Hill 62 Memorial

The Canadian Hill 62 (Sanctuary Wood) Memorial is a war memorial that commemorates the actions of the Canadian Corps in defending the southern stretches of the Ypres Salient between April and August 1916 including actions in battle at the St Eloi Craters, Hill 62, Mount Sorrel and Sanctuary Wood. These battles marked the first occasion in which Canadian divisions engaged in planned offensive operations during World War I. In those actions the Canadians reconquered vital high-ground positions that denied the Germans a commanding view of the town of Ypres itself.

Canadian Hill 62 (Sanctuary Wood) Memorial
Canada
Hill 62 (Sanctuary Wood) Memorial
For the Canadian participation in the Defence of Ypres between April and August, 1916 and commemoration of the Canadian dead of that period.
Location50°50′5″N 2°56′48″E
near 
Ieper (formerly Ypres), Belgium
The Memorial's inscription reads:
HERE AT MOUNT SORREL AND ON THE LINE FROM HOOGE TO ST. ELOI THE CANADIAN CORPS FOUGHT IN THE DEFENCE OF YPRES APRIL - AUGUST 1916

The memorial is located beside Sanctuary Wood on the top of Mount Sorrel, which lies next to 'Hill 62' all of which the Canadians held or recaptured from the Germans during those offensive operations in early June 1916. The British Official History of the war recorded "The first Canadian deliberately planned attack in any force, had resulted in an unqualified success."[1]

Monument

Granite block monument

Site selection

At the end of the war, The Imperial War Graves Commission granted Canada eight sites - five in France and three in Belgium - on which to erect memorials. Each site represented a significant Canadian engagement in the war and for this reason it was originally decided that each battlefield would be treated equally and graced with identical monuments.[2] The Canadian Battlefields Memorials Commission was formed in November 1920 and decided a competition would be held to select the design of the memorial that would be used at the eight European sites.[3] In October 1922, the submission of Toronto sculptor and designer Walter Seymour Allward was selected as the winner of the competition, and the submission of Frederick Chapman Clemesha placed second. The commission decided Allward's monumental design would be used at Vimy Ridge in France as it was the most dramatic location.[4] Originally, Clemesha's 'Brooding Soldier' design was selected for the remaining sites but was later, for a number of reasons, erected only at St. Julien in Belgium. The remaining six sites at Passchendaele, and Hill 62 in Belgium and Le Quesnel, Dury, Courcelette and Bourlon Wood in France each received an essentially identical Canadian granite block memorial marker, differentiated only with brief inscriptions that describe the battle they commemorate in English and French on their sides. The blocks are situated in small parks that vary in shape and design and are typically situated on key points of the battlefield they memorialize.

The Canadian Battlefields Memorials Commission competition jury that chose Walter Allward's monument design had originally envisioned Alward's edifice being built atop Hill 62.[5] When they appeared before the committee, Parkdale M.P. Herbert Mowat and Victoria Cross recipient Cy Peck expressed a preference for a distinct memorial at the Vimy Ridge. [6][7]. Ultimately, Hill 62 received the standard 'granite block' memorial instead of Alward's towering white pylons.

Description and location

Hill 62 Memorial Visitor's Book Cabinet

The Hill 62 (Sanctuary Wood) Memorial site is located just over three kilometres east of Ypres, Belgium (measured from the Menin Gate) at the end of the Canadalaan (Canada Lane) which runs south off of the N8/Meenseweg road to Menen. The memorial park is made up of a beautiful series of three terraced gardens leading up the hillside to the summit where the grey granite block monument sits in a grassed circle on a low flagstone terrace. From the hilltop, the clear and commanding view of Ieper, just over three kilometres away, clearly illustrates the strategic significance of the hilltop and thereby the importance of the Canadian Corps accomplishment in wresting it and the territories surrounding it from the German Army.

References

  1. http://www.vac-acc.gc.ca/remembers/sub.cfm?source=memorials/ww1mem/hill62
  2. Busch, Briton Cooper (2003). Canada and the Great War: Western Front Association Papers. Montreal: McGill-Queen's University Press. ISBN 0-7735-2570-X. 205
  3. "Design Competition". Veteran Affairs Canada. 2007-03-25. Archived from the original on 2012-12-06. Retrieved 2008-01-12.
  4. Vance, Jonathan Franklin (1997). Death So Noble: Memory, Meaning, and the First World War. Vancouver: UBC Press. ISBN 0-7748-0600-1. p. 66–69
  5. "Canadian National Vimy Memorial, France". greatwar.co.uk. Retrieved 2017-10-09.
  6. "Vimy Ridge: The making of a myth". the Globe and Mail. 2007-04-09. Retrieved 2017-10-09.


> _What is expected_
In the entries below, find each line where the word "note" appears and give only the total count of such lines.

[Data tied to figure images]
===============
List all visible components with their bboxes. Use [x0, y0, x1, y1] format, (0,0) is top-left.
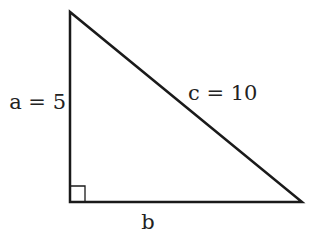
- right-angle-marker: [70, 186, 85, 202]
- side-c-label: c = 10: [188, 81, 257, 105]
- right-triangle-diagram: a = 5 b c = 10: [0, 0, 314, 244]
- triangle-shape: [70, 12, 302, 202]
- side-b-label: b: [141, 210, 154, 234]
- side-a-label: a = 5: [9, 90, 66, 114]
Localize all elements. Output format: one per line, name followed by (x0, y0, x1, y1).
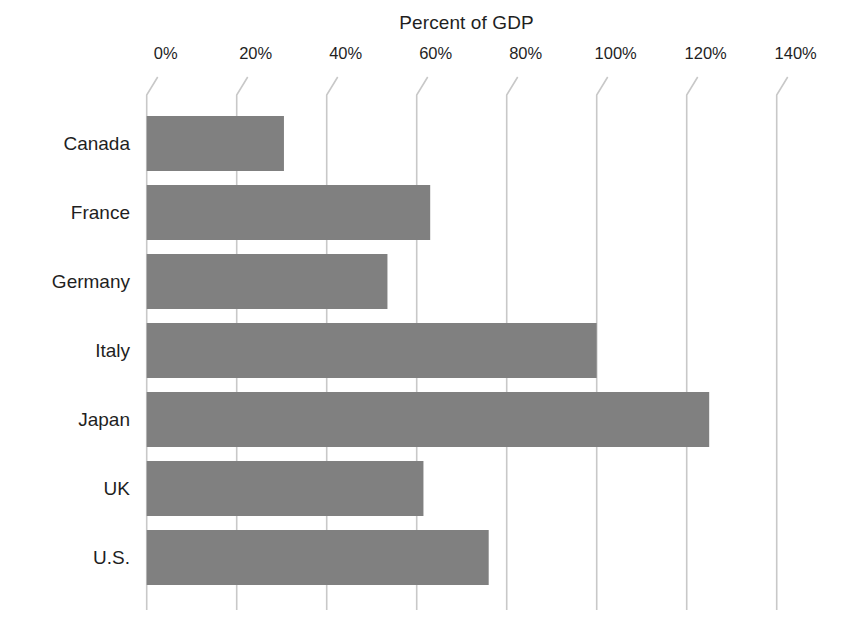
bars-group (147, 116, 710, 585)
bar-germany[interactable] (147, 254, 388, 309)
bar-chart: Percent of GDP 0%20%40%60%80%100%120%140… (0, 0, 843, 634)
bar-italy[interactable] (147, 323, 597, 378)
gridline-140pct (777, 77, 788, 610)
bar-france[interactable] (147, 185, 431, 240)
bar-canada[interactable] (147, 116, 284, 171)
bar-u-s[interactable] (147, 530, 489, 585)
gridline-100pct (597, 77, 608, 610)
gridline-120pct (687, 77, 698, 610)
plot-area (0, 0, 843, 634)
bar-uk[interactable] (147, 461, 424, 516)
bar-japan[interactable] (147, 392, 710, 447)
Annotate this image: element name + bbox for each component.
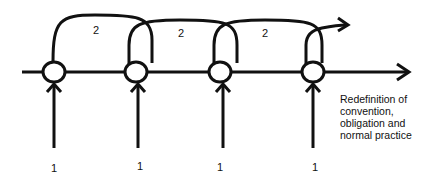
output-note-line-3: obligation and (340, 117, 412, 129)
input-label-1: 1 (51, 163, 57, 174)
output-note-line-1: Redefinition of (340, 93, 412, 105)
input-arrows (47, 84, 320, 148)
node-2 (125, 62, 147, 82)
loop-arc-1 (53, 15, 152, 63)
output-note-line-2: convention, (340, 105, 412, 117)
loop-label-3: 2 (262, 28, 268, 39)
output-note-line-4: normal practice (340, 129, 412, 141)
input-label-2: 1 (137, 161, 143, 172)
input-label-4: 1 (312, 162, 318, 173)
loop-label-1: 2 (93, 25, 99, 36)
loop-arcs (53, 15, 348, 64)
node-1 (43, 62, 65, 82)
node-3 (209, 62, 231, 82)
input-label-3: 1 (217, 162, 223, 173)
loop-label-2: 2 (178, 28, 184, 39)
output-note: Redefinition of convention, obligation a… (340, 93, 412, 141)
node-4 (302, 62, 324, 82)
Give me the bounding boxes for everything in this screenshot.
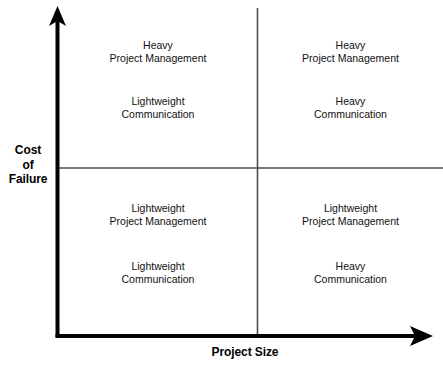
quadrant-bottom-left: Lightweight Project Management Lightweig… xyxy=(59,170,257,336)
quadrant-bottom-left-block-b-line-2: Communication xyxy=(122,273,195,286)
quadrant-bottom-right-block-b: Heavy Communication xyxy=(314,260,387,286)
quadrant-top-right-block-b-line-1: Heavy xyxy=(314,95,387,108)
quadrant-top-left-block-a-line-2: Project Management xyxy=(110,52,207,65)
x-axis-title: Project Size xyxy=(57,345,433,359)
quadrant-bottom-left-block-a-line-2: Project Management xyxy=(110,215,207,228)
diagram-canvas: Cost of Failure Project Size Heavy Proje… xyxy=(0,0,443,371)
quadrant-bottom-right-block-b-line-2: Communication xyxy=(314,273,387,286)
quadrant-bottom-left-block-b: Lightweight Communication xyxy=(122,260,195,286)
quadrant-top-left-block-b-line-1: Lightweight xyxy=(122,95,195,108)
quadrant-bottom-right: Lightweight Project Management Heavy Com… xyxy=(258,170,443,336)
quadrant-top-left-block-a-line-1: Heavy xyxy=(110,39,207,52)
quadrant-bottom-left-block-b-line-1: Lightweight xyxy=(122,260,195,273)
y-axis-title: Cost of Failure xyxy=(0,143,56,187)
quadrant-top-right-block-b: Heavy Communication xyxy=(314,95,387,121)
quadrant-bottom-left-block-a: Lightweight Project Management xyxy=(110,202,207,228)
quadrant-bottom-right-block-b-line-1: Heavy xyxy=(314,260,387,273)
quadrant-top-right: Heavy Project Management Heavy Communica… xyxy=(258,10,443,167)
quadrant-bottom-right-block-a-line-2: Project Management xyxy=(302,215,399,228)
quadrant-top-right-block-b-line-2: Communication xyxy=(314,108,387,121)
y-axis-title-line-1: Cost xyxy=(0,143,56,158)
quadrant-top-right-block-a: Heavy Project Management xyxy=(302,39,399,65)
quadrant-bottom-left-block-a-line-1: Lightweight xyxy=(110,202,207,215)
quadrant-top-left-block-b: Lightweight Communication xyxy=(122,95,195,121)
quadrant-top-right-block-a-line-1: Heavy xyxy=(302,39,399,52)
quadrant-top-right-block-a-line-2: Project Management xyxy=(302,52,399,65)
quadrant-bottom-right-block-a: Lightweight Project Management xyxy=(302,202,399,228)
y-axis-title-line-3: Failure xyxy=(0,172,56,187)
quadrant-top-left: Heavy Project Management Lightweight Com… xyxy=(59,10,257,167)
quadrant-top-left-block-b-line-2: Communication xyxy=(122,108,195,121)
quadrant-bottom-right-block-a-line-1: Lightweight xyxy=(302,202,399,215)
y-axis-title-line-2: of xyxy=(0,158,56,173)
quadrant-top-left-block-a: Heavy Project Management xyxy=(110,39,207,65)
===============
> _Exercise result_
5